Default capacity - 10

Empty size - 88 bytes

Overhead - 48 bytes plus 4 bytes per entry

Overhead for 10K collection - ~40K

Search/insert/delete performance- O(n) — Time taken is linearly dependent to the number of elements

A HashSet has fewer capabilities than a HashMap in that it cannot contain more than one null entry and cannot have duplicate entries. The implementation is a wrapper around a HashMap, with the HashSet object managing what is allowed to be put into the HashMap object. The additional function of restricting the capabilities of a HashMap means that HashSets have a slightly higher memory overhead.

Memory usage and layout of a HashSet on a 32-bit Java runtime enter image description here

The figure above shows the shallow heap (memory usage of the individual object) in bytes, along with the retained heap (memory usage of the individual object and its child objects) in bytes for a java.util.HashSet object. The shallow heap size is 16 bytes, and the retained heap size is 144 bytes. When a HashSet is created, its default capacity — the number of entries that can be put into the set — is 16 entries. When a HashSet is created at the default capacity and no entries are put into the set, it occupies 144 bytes. This is an extra 16 bytes over the memory usage of a HashMap.
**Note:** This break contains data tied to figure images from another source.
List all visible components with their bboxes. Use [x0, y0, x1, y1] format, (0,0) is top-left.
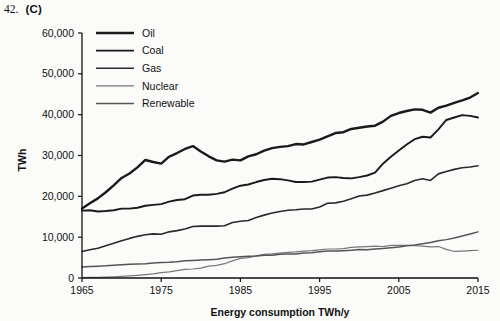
x-tick-label: 2015 [466, 284, 490, 296]
series-line-nuclear [82, 245, 478, 277]
legend-label-nuclear: Nuclear [142, 80, 179, 92]
figure-root: 42. (C) 010,00020,00030,00040,00050,0006… [0, 0, 500, 321]
legend-label-oil: Oil [142, 27, 155, 39]
y-tick-label: 30,000 [42, 149, 74, 161]
y-axis-title: TWh [16, 149, 28, 172]
x-tick-label: 2005 [387, 284, 411, 296]
y-tick-label: 10,000 [42, 231, 74, 243]
x-tick-label: 1975 [150, 284, 174, 296]
x-tick-label: 1965 [70, 284, 94, 296]
series-line-renewable [82, 232, 478, 267]
y-tick-label: 50,000 [42, 67, 74, 79]
y-tick-label: 40,000 [42, 108, 74, 120]
x-axis-title: Energy consumption TWh/y [211, 306, 350, 318]
chart-legend: OilCoalGasNuclearRenewable [96, 27, 195, 109]
y-tick-label: 0 [68, 272, 74, 284]
legend-label-renewable: Renewable [142, 97, 195, 109]
legend-label-coal: Coal [142, 44, 164, 56]
y-tick-label: 20,000 [42, 190, 74, 202]
y-tick-label: 60,000 [42, 27, 74, 39]
legend-label-gas: Gas [142, 62, 161, 74]
x-tick-label: 1985 [229, 284, 253, 296]
line-chart: 010,00020,00030,00040,00050,00060,000196… [0, 0, 500, 321]
series-line-oil [82, 93, 478, 209]
x-tick-label: 1995 [308, 284, 332, 296]
series-layer [82, 93, 478, 278]
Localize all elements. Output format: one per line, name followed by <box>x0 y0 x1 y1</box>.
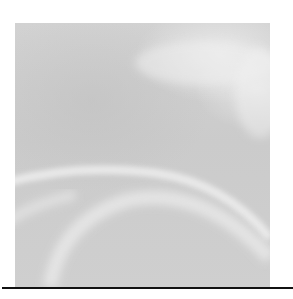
swoosh-arcs-icon <box>15 23 270 287</box>
abstract-swoosh-graphic <box>15 23 270 287</box>
page-canvas <box>0 0 293 299</box>
horizontal-divider <box>2 287 293 289</box>
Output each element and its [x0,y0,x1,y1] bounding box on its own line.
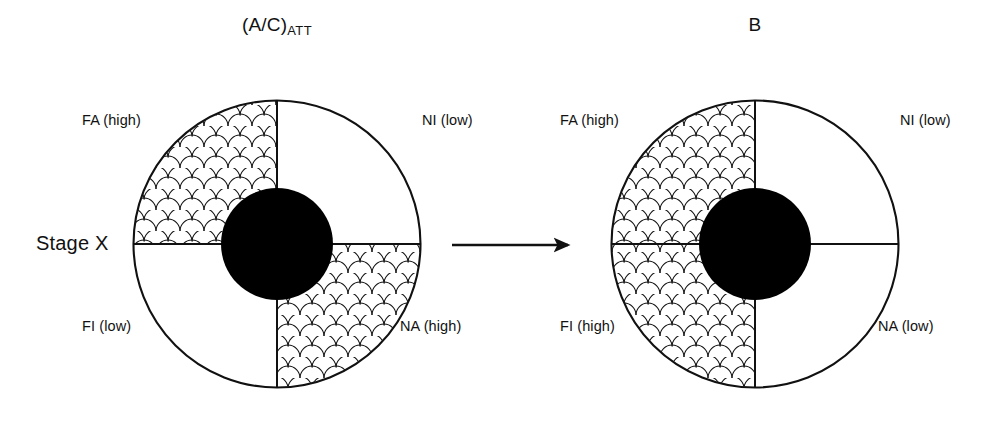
quadrant-label-left-ni: NI (low) [422,112,473,128]
quadrant-label-left-fi: FI (low) [82,318,131,334]
figure-canvas [0,0,1000,421]
core-circle-left [221,188,333,300]
quadrant-label-left-fa: FA (high) [82,112,141,128]
stage-label: Stage X [36,232,109,255]
panel-title-left: (A/C)ATT [242,14,312,36]
panel-title-right: B [749,14,762,36]
panel-title-right-main: B [749,14,762,35]
core-circle-right [699,188,811,300]
panel-title-left-subscript: ATT [287,23,312,38]
panel-title-left-main: (A/C) [242,14,287,35]
quadrant-label-right-na: NA (low) [878,318,934,334]
panel-left-circle [120,88,435,402]
quadrant-label-left-na: NA (high) [400,318,461,334]
panel-right-circle [598,88,899,402]
quadrant-label-right-fa: FA (high) [560,112,619,128]
quadrant-label-right-ni: NI (low) [900,112,951,128]
quadrant-label-right-fi: FI (high) [560,318,615,334]
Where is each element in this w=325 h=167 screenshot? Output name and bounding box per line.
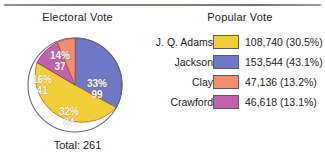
electoral-vote-panel: Electoral Vote 33% 99 32% 84 <box>0 10 155 167</box>
pie-label-clay-percent: 14% <box>50 50 70 61</box>
legend-label-clay: Clay <box>155 72 213 92</box>
pie-label-crawford-count: 41 <box>36 85 47 96</box>
electoral-vote-total: Total: 261 <box>0 139 155 151</box>
legend-swatch-crawford <box>213 95 239 109</box>
legend-value-clay: 47,136 (13.2%) <box>245 72 325 92</box>
legend-label-adams: J. Q. Adams <box>155 32 213 52</box>
popular-vote-title: Popular Vote <box>155 10 325 24</box>
pie-label-jackson: 33% 99 <box>80 78 114 100</box>
legend-swatch-jackson <box>213 55 239 69</box>
pie-label-adams: 32% 84 <box>52 106 86 128</box>
legend-swatch-clay <box>213 75 239 89</box>
legend-label-crawford: Crawford <box>155 92 213 112</box>
legend-swatch-adams <box>213 35 239 49</box>
table-row: J. Q. Adams 108,740 (30.5%) <box>155 32 325 52</box>
legend-value-jackson: 153,544 (43.1%) <box>245 52 325 72</box>
pie-label-jackson-percent: 33% <box>87 78 107 89</box>
legend-label-jackson: Jackson <box>155 52 213 72</box>
pie-label-adams-count: 84 <box>63 117 74 128</box>
top-divider-rule <box>4 4 321 6</box>
pie-label-adams-percent: 32% <box>59 106 79 117</box>
table-row: Jackson 153,544 (43.1%) <box>155 52 325 72</box>
legend-value-crawford: 46,618 (13.1%) <box>245 92 325 112</box>
popular-vote-legend-table: J. Q. Adams 108,740 (30.5%) Jackson 153,… <box>155 32 325 112</box>
pie-label-clay-count: 37 <box>54 61 65 72</box>
table-row: Crawford 46,618 (13.1%) <box>155 92 325 112</box>
pie-label-crawford: 16% 41 <box>27 74 57 96</box>
pie-label-jackson-count: 99 <box>91 89 102 100</box>
popular-vote-panel: Popular Vote J. Q. Adams 108,740 (30.5%)… <box>155 10 325 167</box>
pie-label-crawford-percent: 16% <box>32 74 52 85</box>
electoral-vote-pie-chart: 33% 99 32% 84 16% 41 14% 37 <box>26 36 124 134</box>
pie-label-clay: 14% 37 <box>43 50 77 72</box>
election-results-figure: Electoral Vote 33% 99 32% 84 <box>0 0 325 167</box>
table-row: Clay 47,136 (13.2%) <box>155 72 325 92</box>
electoral-vote-title: Electoral Vote <box>0 10 155 24</box>
legend-value-adams: 108,740 (30.5%) <box>245 32 325 52</box>
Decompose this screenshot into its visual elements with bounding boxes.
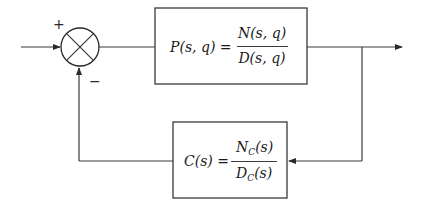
controller-denominator-arg: (s)	[254, 165, 272, 181]
controller-denominator: DC(s)	[235, 165, 272, 183]
plus-sign: +	[53, 16, 65, 32]
plant-denominator: D(s, q)	[237, 50, 285, 66]
block-diagram: + − P(s, q) = N(s, q) D(s, q) C(s) = NC(…	[0, 0, 422, 207]
controller-numerator-arg: (s)	[255, 139, 273, 155]
minus-sign: −	[89, 73, 101, 89]
summing-junction	[61, 28, 99, 66]
plant-numerator: N(s, q)	[237, 25, 286, 41]
controller-denominator-main: D	[235, 165, 247, 181]
plant-lhs: P(s, q) =	[169, 39, 232, 55]
controller-lhs: C(s) =	[184, 153, 229, 169]
controller-numerator-main: N	[235, 139, 249, 155]
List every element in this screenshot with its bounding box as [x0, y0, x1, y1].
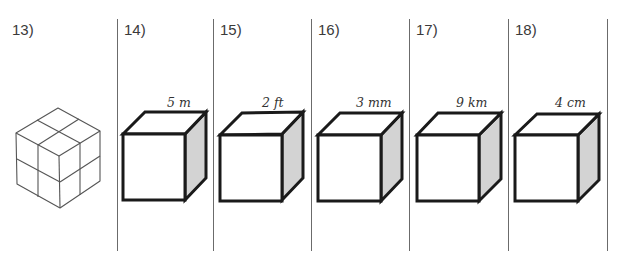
- cube-figure-17: [417, 113, 501, 201]
- isometric-cube-figure: [16, 108, 100, 208]
- cube-figure-18: [515, 114, 599, 201]
- cube-figure-14: [123, 112, 206, 200]
- cube-figure-16: [318, 113, 402, 201]
- cube-figure-15: [220, 112, 303, 201]
- figures-canvas: [0, 0, 620, 257]
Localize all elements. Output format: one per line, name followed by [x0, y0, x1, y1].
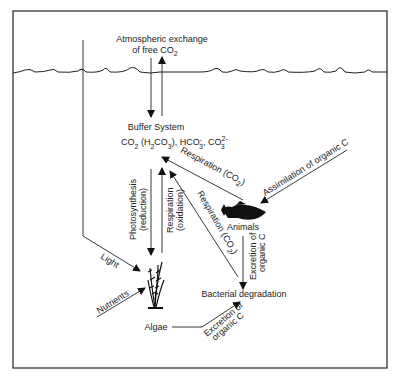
fish-icon: [221, 201, 266, 220]
atmosphere-label: Atmospheric exchange: [116, 34, 208, 44]
svg-text:(reduction): (reduction): [138, 188, 148, 231]
svg-text:Light: Light: [99, 251, 121, 270]
bacterial-degradation-label: Bacterial degradation: [201, 289, 286, 299]
svg-text:Assimilation of organic C: Assimilation of organic C: [261, 136, 351, 197]
svg-text:of free CO2: of free CO2: [132, 45, 178, 57]
algae-label: Algae: [144, 322, 167, 332]
svg-text:Photosynthesis: Photosynthesis: [128, 178, 138, 240]
svg-text:Respiration: Respiration: [165, 187, 175, 233]
svg-text:Respiration (CO2): Respiration (CO2): [178, 145, 247, 189]
assimilation-arrow: [261, 150, 347, 203]
animals-label: Animals: [227, 222, 260, 232]
buffer-system-formula: CO2 (H2CO3), HCO-3, CO2-3: [121, 135, 228, 150]
svg-text:(oxidation): (oxidation): [175, 189, 185, 231]
buffer-system-title: Buffer System: [128, 122, 184, 132]
svg-text:Nutrients: Nutrients: [95, 288, 131, 316]
carbon-cycle-diagram: Atmospheric exchange of free CO2 Buffer …: [0, 0, 397, 379]
diagram-frame: [13, 11, 387, 368]
algae-icon: [148, 262, 164, 308]
svg-text:organic C: organic C: [257, 233, 267, 272]
water-surface-line: [13, 68, 387, 74]
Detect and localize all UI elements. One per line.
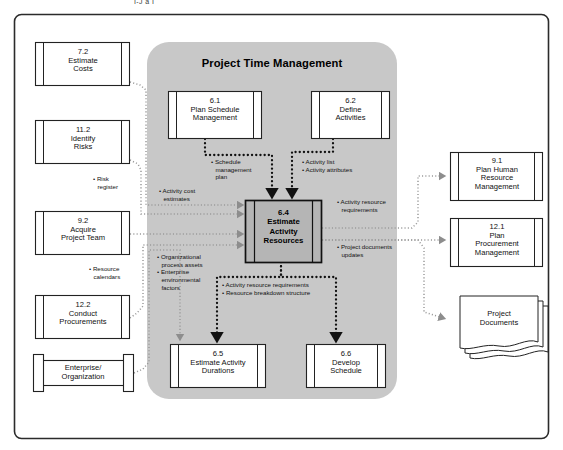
process-label-6-1: 6.1 Plan Schedule Management xyxy=(177,97,253,123)
datastore-line-2: Organization xyxy=(61,372,104,381)
flow-label-ace-1: • Activity cost xyxy=(159,187,195,195)
process-label-6-4: 6.4 Estimate Activity Resources xyxy=(255,208,312,245)
process-line-12-1-3: Management xyxy=(475,248,519,257)
flow-label-schedule-management-plan: • Schedule management plan xyxy=(211,158,252,181)
process-number-6-4: 6.4 xyxy=(278,208,289,217)
flow-label-opa-eef: • Organizational process assets • Enterp… xyxy=(157,253,203,291)
process-line-6-6-2: Schedule xyxy=(330,366,362,375)
panel-title: Project Time Management xyxy=(169,57,375,69)
process-line-9-1-3: Management xyxy=(475,182,519,191)
flow-label-activity-cost-estimates: • Activity cost estimates xyxy=(159,187,195,202)
flow-label-eef-3: factors xyxy=(157,284,203,292)
datastore-label-enterprise: Enterprise/ Organization xyxy=(44,364,122,381)
flow-label-pdu-1: • Project documents xyxy=(337,243,392,251)
flow-label-resource-calendars: • Resource calendars xyxy=(89,265,120,280)
process-line-7-2-2: Costs xyxy=(73,64,92,73)
process-line-6-4-3: Resources xyxy=(264,236,304,245)
process-line-9-2-2: Project Team xyxy=(61,233,105,242)
flow-label-eef-2: environmental xyxy=(157,276,203,284)
process-line-11-2-2: Risks xyxy=(74,142,93,151)
process-label-11-2: 11.2 Identify Risks xyxy=(44,126,122,152)
flow-label-project-documents-updates: • Project documents updates xyxy=(337,243,392,258)
flow-label-rc-2: calendars xyxy=(89,273,120,281)
process-label-6-6: 6.6 Develop Schedule xyxy=(315,350,377,376)
flow-label-opa-2: process assets xyxy=(157,261,203,269)
flow-label-rr-2: register xyxy=(93,183,118,191)
process-line-6-2-2: Activities xyxy=(336,113,366,122)
process-line-6-1-2: Management xyxy=(193,113,237,122)
process-line-6-4-2: Activity xyxy=(269,227,297,236)
document-line-2: Documents xyxy=(480,318,518,327)
document-label-project-documents: Project Documents xyxy=(462,310,536,327)
process-label-12-1: 12.1 Plan Procurement Management xyxy=(459,223,535,257)
flow-label-ala-2: • Activity attributes xyxy=(302,166,352,174)
flow-label-eef-1: • Enterprise xyxy=(157,268,203,276)
flow-label-rc-1: • Resource xyxy=(89,265,120,273)
flow-label-ala-1: • Activity list xyxy=(302,158,352,166)
flow-label-ace-2: estimates xyxy=(159,195,195,203)
flow-label-activity-list-attributes: • Activity list • Activity attributes xyxy=(302,158,352,173)
diagram-canvas: I-J a I Project Time Management 7.2 Esti… xyxy=(0,0,563,450)
flow-label-risk-register: • Risk register xyxy=(93,175,118,190)
process-label-7-2: 7.2 Estimate Costs xyxy=(44,48,122,74)
flow-label-pdu-2: updates xyxy=(337,251,392,259)
flow-label-arrrbs-1: • Activity resource requirements xyxy=(222,281,310,289)
flow-label-smp-3: plan xyxy=(211,173,252,181)
flow-label-arr-2: requirements xyxy=(337,206,386,214)
process-label-6-2: 6.2 Define Activities xyxy=(320,97,381,123)
process-line-12-2-2: Procurements xyxy=(59,317,106,326)
process-label-12-2: 12.2 Conduct Procurements xyxy=(44,301,122,327)
flow-label-rr-1: • Risk xyxy=(93,175,118,183)
process-label-6-5: 6.5 Estimate Activity Durations xyxy=(179,350,257,376)
flow-label-arr-1: • Activity resource xyxy=(337,198,386,206)
process-label-9-2: 9.2 Acquire Project Team xyxy=(44,217,122,243)
flow-label-opa-1: • Organizational xyxy=(157,253,203,261)
flow-label-arrrbs-2: • Resource breakdown structure xyxy=(222,289,310,297)
document-stack-project-documents xyxy=(460,296,548,359)
process-line-6-5-2: Durations xyxy=(202,366,235,375)
flow-label-smp-1: • Schedule xyxy=(211,158,252,166)
flow-label-arr-rbs: • Activity resource requirements • Resou… xyxy=(222,281,310,296)
flow-label-activity-resource-requirements: • Activity resource requirements xyxy=(337,198,386,213)
process-label-9-1: 9.1 Plan Human Resource Management xyxy=(459,157,535,191)
flow-label-smp-2: management xyxy=(211,166,252,174)
top-text-fragment: I-J a I xyxy=(134,0,154,5)
process-line-6-4-1: Estimate xyxy=(267,217,300,226)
Table below shows the attributes of a HashSet:

Attributes of a HashSet

Default capacity -16 entries

Empty size -144 bytes

Overhead -16 bytes plus HashMap overhead

Overhead for a 10K collection -16 bytes plus HashMap overhead

Search/insert/delete performance - O(1) — Time taken is constant time, regardless of the number of elements (assuming no hash collisions)

4 Comments

The reference shows the performance is better for iteration, here we just want to compare/ check for availability of the token in the list/set.
"If you don't care about ... the performance of contains" but contains is the method we're calling most often here, right?
@Sthita - See the capacity in reference 2 and the added capacity for arrayList above.
OP is talking about CPU usage, not memory. They obviously do care about performance of contains.